The symptoms of the new SARS-like coronavirus are a serious cough, a shortness of breath and a rise in temperature. Unfortunately, this sounds like the average common cold. It’s the bit that follows that gets worrying — breathing becomes a struggle and your lips start going blue.
In hospital, they’ll ask you if you’ve been on holiday recently. If the answer is Tenerife, they’ll send you back home.
But if you’ve come back from the Middle East, they will begin looking at you differently.
They’ll start by donning face masks and white gowns. Throat samples will be taken and sent to a high-security laboratory.
Your body will start to get floppy as your lungs struggle to get oxygen.
You’ll find yourself being stretchered down the corridor or transferred by ambulance in a plastic anti-infection bubble to a hospital specializing in intensive care for people with respiratory infections.
If you’re lucky, your body will stay calm and your immune system will kill the virus. You’ll have defeated the coronavirus.
But if your immune system overreacts to the virus, you’ll find yourself teetering between life and death.
Fluid will build up in your lung tissue, making breathing even more difficult.
You’ll be put on a life-support machine and given a 50/50 chance of recovery.
Unfortunately for you, antibiotics will not touch the virus and there are no antiviral drugs.
Six people have died such a death so far, worldwide. The first patient to die in Britain passed away on Sunday night at the Queen Elizabeth Hospital in Birmingham and the Health Protection Agency is now on full alert.
Doctors in accident and emergency departments have been briefed to take extra samples if a patient has visited Pakistan or the Middle East.
Britain’s public-health laboratories have been working round the clock to get a genetic fingerprint of the virus.
Meanwhile, scientists at Rotterdam University in Holland are looking at swabs taken at the start of the outbreak eight months ago.
They are keen to see if the virus has a common source or if it is a nasty conglomeration of several viruses from this family.
The worst-case scenario is that the virus adapts itself so that it is able to spread more easily from person to person.
The best-case scenario is that we have a virus that struggles to leap from person to person — and can only do so within families.
So far, it appears to be the latter.
The virus had a chance to go global after Christmas when four million pilgrims went to Mecca in Saudi Arabia for the Haj religious pilgrimage.
There was no mass outbreak. But the virus does appear to be airborne — meaning that it can be carried by droplets from your mouth.
In a family setting, this means that kissing, sharing towels, sneezing and coughing without putting your hand up are all high-risk behaviours.
In a city context this could mean that close contact on packed Tube trains could help the virus to thrive.
The worry is that the more people get infected, the higher the chance that it could mutate.
But the good news is that viruses are not notorious for mutating. With more attention to hygiene, the chances are the spread of this virus will be halted.
Will there ever be an infectious disease that could wipe out the human population? It’s possible.
I do think it’s inevitable that we’ll have a global outbreak of flu sometime around 2017-18, if historical cycles are anything to go by. Vigilant surveillance is the only real answer that we have.
New flu strains are a day-to-day problem and we have to be careful to keep on top of them.
We now have scientific processes enabling us to quickly identify the genome — the total genetic content — of the virus behind a new illness, so that we know what we are dealing with.
The best we can do after that is to develop and stockpile vaccines and antiviral drugs that can fight new strains that we see emerging.
I’m worried our politicians are not taking this certainty of mass death seriously enough.
Such laxity could come at a human cost so unprecedentedly high that it would amount to criminal negligence.
The race against newly-emerging, animal-derived diseases is one we must win every time.
A pandemic virus needs to win only once and it could be the end of humankind.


(TRY IT): Scan the listing below for the word "axis", then copy each line that has it.
DATA FOR REVIEW section start
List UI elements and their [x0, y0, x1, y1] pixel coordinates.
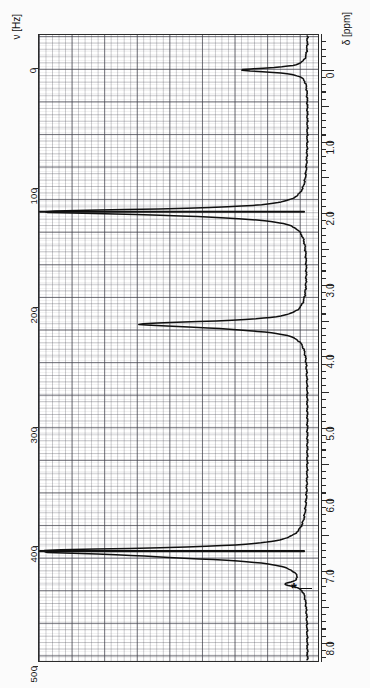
ppm-tick-mark	[322, 349, 326, 350]
ppm-tick-mark	[322, 156, 326, 157]
ppm-tick-4.0: 4.0	[325, 355, 336, 369]
hz-tick-200: 200	[28, 307, 39, 324]
ppm-tick-7.0: 7.0	[325, 570, 336, 584]
ppm-tick-mark	[322, 270, 326, 271]
hz-axis: ν [Hz] 0100200300400500	[0, 0, 38, 688]
ppm-tick-mark	[322, 306, 326, 307]
ppm-tick-6.0: 6.0	[325, 498, 336, 512]
spectrum-page: ν [Hz] 0100200300400500 * δ [ppm] 01.02.…	[0, 0, 370, 688]
ppm-tick-mark	[322, 263, 326, 264]
ppm-tick-mark	[322, 442, 326, 443]
ppm-tick-mark	[322, 600, 326, 601]
annotation-pointer-line	[300, 588, 312, 589]
ppm-tick-mark	[322, 421, 326, 422]
ppm-tick-mark	[322, 113, 326, 114]
ppm-tick-mark	[322, 199, 326, 200]
ppm-tick-mark	[322, 99, 326, 100]
ppm-tick-mark	[322, 371, 326, 372]
ppm-tick-mark	[322, 206, 326, 207]
ppm-tick-mark	[322, 63, 326, 64]
ppm-tick-mark	[322, 177, 329, 178]
ppm-tick-mark	[322, 249, 329, 250]
ppm-tick-mark	[322, 335, 326, 336]
ppm-tick-mark	[322, 378, 326, 379]
hz-tick-300: 300	[28, 426, 39, 443]
ppm-tick-0: 0	[325, 73, 336, 79]
ppm-tick-mark	[322, 457, 326, 458]
ppm-tick-mark	[322, 478, 326, 479]
ppm-tick-mark	[322, 607, 329, 608]
ppm-tick-mark	[322, 120, 326, 121]
ppm-tick-mark	[322, 192, 326, 193]
ppm-tick-mark	[322, 84, 326, 85]
ppm-tick-2.0: 2.0	[325, 212, 336, 226]
ppm-tick-3.0: 3.0	[325, 283, 336, 297]
hz-axis-title: ν [Hz]	[11, 14, 22, 40]
ppm-tick-mark	[322, 170, 326, 171]
ppm-tick-mark	[322, 535, 329, 536]
ppm-tick-mark	[322, 127, 326, 128]
ppm-tick-mark	[322, 392, 329, 393]
hz-tick-400: 400	[28, 546, 39, 563]
ppm-tick-mark	[322, 278, 326, 279]
ppm-tick-mark	[322, 628, 326, 629]
ppm-tick-mark	[322, 106, 329, 107]
spectrum-trace	[38, 34, 319, 662]
ppm-tick-mark	[322, 485, 326, 486]
ppm-tick-mark	[322, 550, 326, 551]
ppm-tick-1.0: 1.0	[325, 140, 336, 154]
ppm-tick-mark	[322, 543, 326, 544]
ppm-tick-mark	[322, 242, 326, 243]
hz-tick-500: 500	[28, 666, 39, 683]
spectrum-curve	[44, 36, 308, 660]
ppm-tick-mark	[322, 399, 326, 400]
ppm-tick-8.0: 8.0	[325, 641, 336, 655]
ppm-tick-mark	[322, 235, 326, 236]
ppm-tick-mark	[322, 464, 329, 465]
ppm-tick-mark	[322, 614, 326, 615]
ppm-tick-mark	[322, 385, 326, 386]
ppm-tick-mark	[322, 163, 326, 164]
ppm-tick-mark	[322, 657, 326, 658]
ppm-tick-mark	[322, 521, 326, 522]
hz-tick-mark	[33, 666, 38, 667]
ppm-tick-mark	[322, 134, 326, 135]
ppm-tick-mark	[322, 342, 326, 343]
ppm-tick-mark	[322, 471, 326, 472]
ppm-tick-mark	[322, 41, 326, 42]
ppm-tick-mark	[322, 586, 326, 587]
ppm-tick-mark	[322, 514, 326, 515]
ppm-tick-mark	[322, 557, 326, 558]
ppm-tick-mark	[322, 91, 326, 92]
ppm-tick-5.0: 5.0	[325, 427, 336, 441]
ppm-tick-mark	[322, 228, 326, 229]
ppm-tick-mark	[322, 492, 326, 493]
ppm-ruler	[321, 34, 335, 662]
ppm-tick-mark	[322, 564, 326, 565]
ppm-tick-mark	[322, 407, 326, 408]
ppm-tick-mark	[322, 321, 329, 322]
ppm-tick-mark	[322, 185, 326, 186]
ppm-tick-mark	[322, 256, 326, 257]
ppm-tick-mark	[322, 313, 326, 314]
ppm-tick-mark	[322, 70, 334, 71]
ppm-tick-mark	[322, 593, 326, 594]
ppm-tick-mark	[322, 299, 326, 300]
hz-tick-100: 100	[28, 187, 39, 204]
ppm-tick-mark	[322, 528, 326, 529]
ppm-tick-mark	[322, 449, 326, 450]
ppm-tick-mark	[322, 621, 326, 622]
ppm-tick-mark	[322, 414, 326, 415]
asterisk-annotation: *	[291, 580, 297, 595]
ppm-axis: δ [ppm] 01.02.03.04.05.06.07.08.0	[319, 0, 370, 688]
ppm-tick-mark	[322, 328, 326, 329]
ppm-tick-mark	[322, 49, 326, 50]
ppm-tick-mark	[322, 636, 326, 637]
ppm-axis-title: δ [ppm]	[341, 12, 352, 45]
ppm-tick-mark	[322, 56, 326, 57]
DATA FOR REVIEW section end
(FINISHED TASK):
hz-axis: ν [Hz] 0100200300400500	[0, 0, 38, 688]
hz-axis-title: ν [Hz]	[11, 14, 22, 40]
ppm-axis: δ [ppm] 01.02.03.04.05.06.07.08.0	[319, 0, 370, 688]
ppm-axis-title: δ [ppm]	[341, 12, 352, 45]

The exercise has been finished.